EWK hits the big league

Neville Lyons (above) told me in an interview over the phone from his work at a white-good store in Geelong that when he signed with EWK after a stint as assistant coach at North Albury at the end of the 1981 season they were in the Farrer league.

“The next thing I know is that we’re in the big league!” said Lyons. “They had finished fifth but when Mangoplah (runner up to Wagga Tigers in 1981) knocked back a spot in the RFL because they didn’t want to play Sunday games, EWK decided to accept the challenge.”                  

Lyons led the Hawks into third place after the home and away season after not losing a game at their home ground, Gumly Oval. The Gumly club was formed in 1946 and initially played in the Wagga league but changed its name to East Wagga when it joined the Central Riverina league in 1959.
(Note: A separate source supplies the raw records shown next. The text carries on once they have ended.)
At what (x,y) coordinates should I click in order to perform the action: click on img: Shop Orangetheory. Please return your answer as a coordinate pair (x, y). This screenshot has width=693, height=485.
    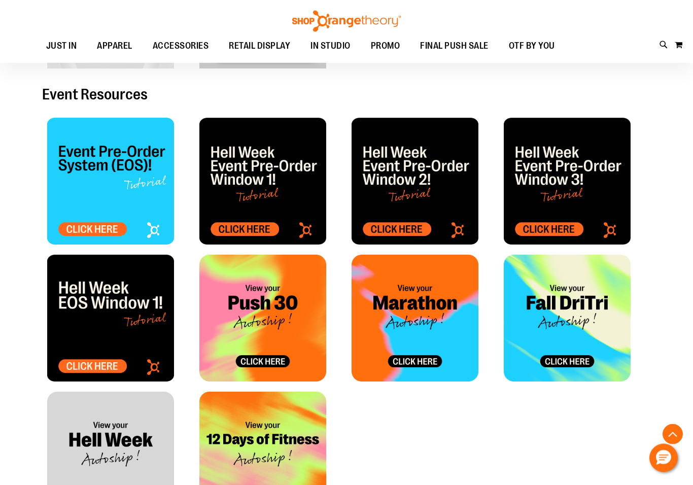
    Looking at the image, I should click on (347, 21).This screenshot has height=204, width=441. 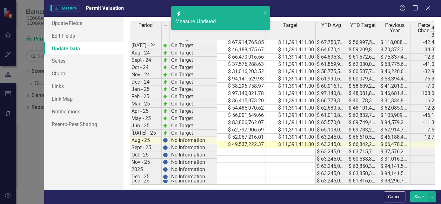 I want to click on td: $ 31,016,203.52, so click(x=241, y=72).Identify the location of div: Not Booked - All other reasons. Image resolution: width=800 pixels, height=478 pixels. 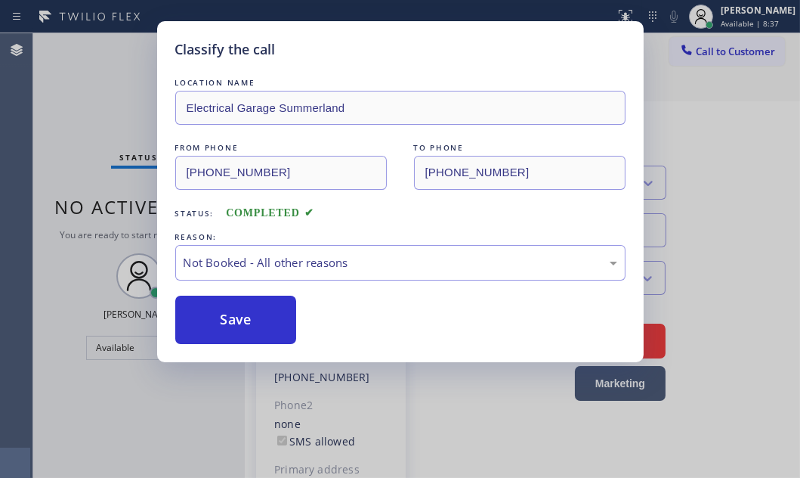
(401, 262). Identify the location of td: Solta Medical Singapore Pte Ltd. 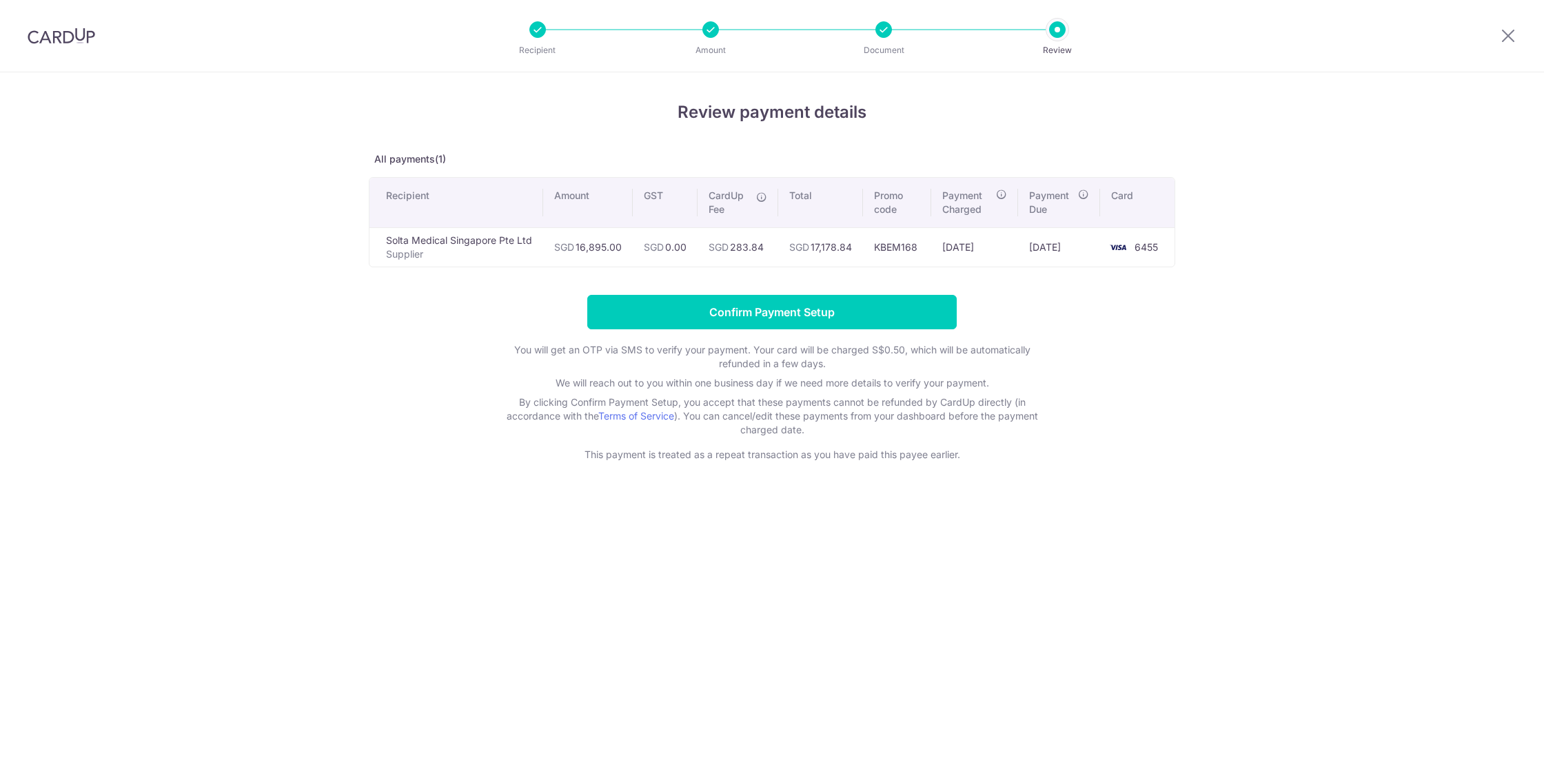
(456, 247).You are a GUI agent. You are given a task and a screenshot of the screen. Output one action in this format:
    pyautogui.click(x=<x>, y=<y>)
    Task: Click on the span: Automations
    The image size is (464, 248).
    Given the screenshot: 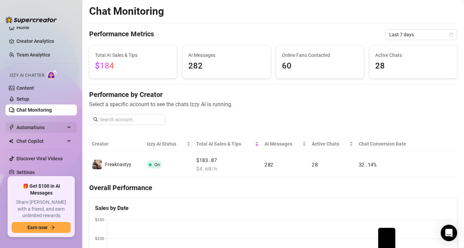 What is the action you would take?
    pyautogui.click(x=41, y=128)
    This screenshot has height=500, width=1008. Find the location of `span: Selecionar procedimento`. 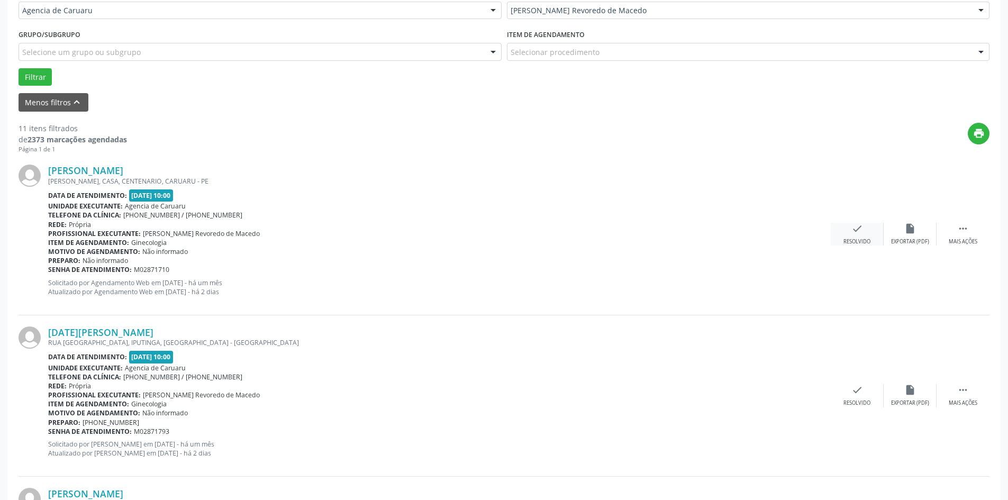

span: Selecionar procedimento is located at coordinates (555, 52).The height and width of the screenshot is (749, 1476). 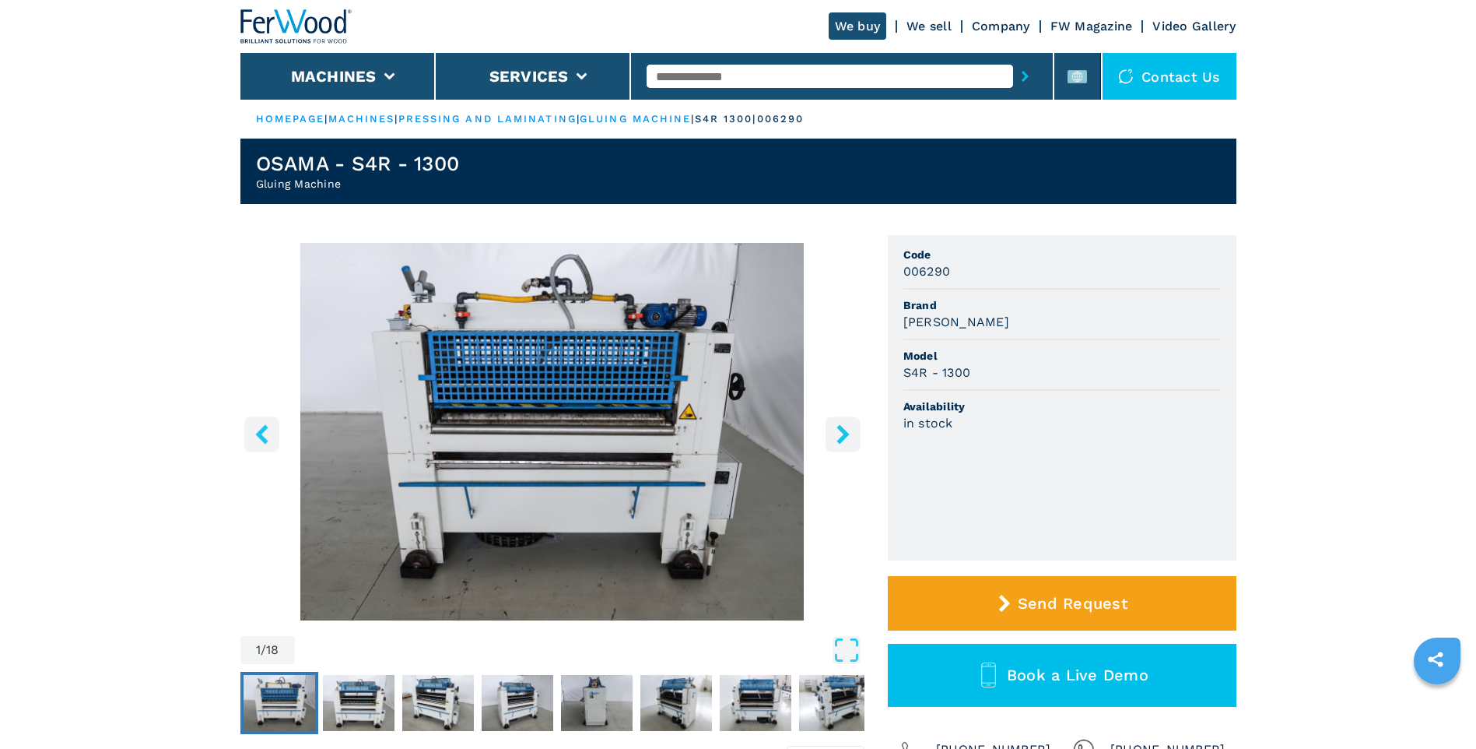 I want to click on img: 8fbcaf247558e4d958eaad125f96cb27, so click(x=835, y=703).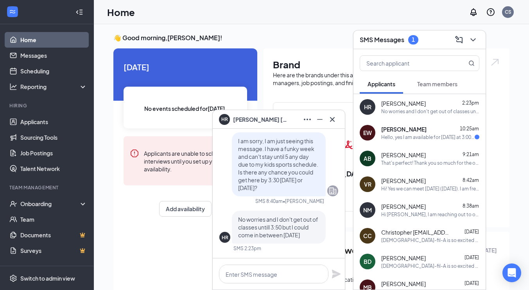 The height and width of the screenshot is (290, 529). Describe the element at coordinates (54, 169) in the screenshot. I see `a: Talent Network` at that location.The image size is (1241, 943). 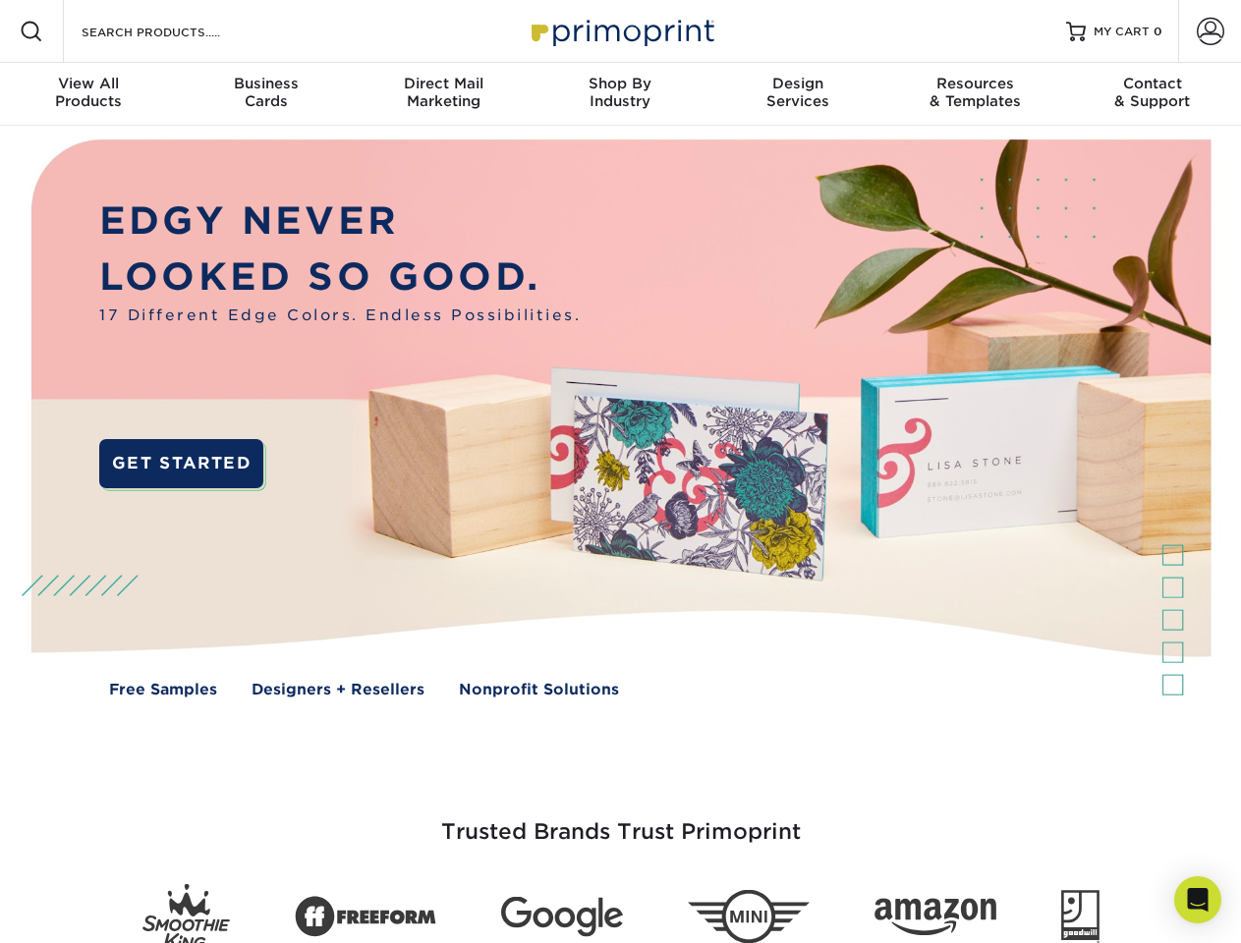 I want to click on div: Industry, so click(x=620, y=92).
A premiership against the odds

EWK started off the finals series with a 39-point win over Coolamon in the qualifying final. A late goal to Lyons, against his old club and minor premiers, Ariah Park-Mirrool, helped them to a two-point second semi-final win at the Ganmain Sportsground. Coolamon put the Brown Bombers out the following week to take on EWK in the inaugural RFL decider.

“Except for veteran full-back Steve Smith, back pocket Graham Lovell and robust forward Lindsay Geppert they were all under 23, players such as ruckman Richie Robinson, rover George Galvin, centreman Barry Suckling and defender Mark Hull, back from the Sydney Swans,” Lyons, then aged 23, told me.

“Nifty” rejoices in the 1982 premiership triumph, “I would defy anyone to say if there is any better grand final win in the whole Riverina, any year, because we weren’t even supposed to be in it.”

Lyons’ counterpart at Coolamon, Garry Buchanan, now based in Canberra after a career in AFL administration after he finished playing told me by phone: “While it was disappointing to lose narrowly, East Wagga were too good on the day. But the addition of the Wagga clubs revitalised the competition, it was a complete refresh. The game went to a higher level”.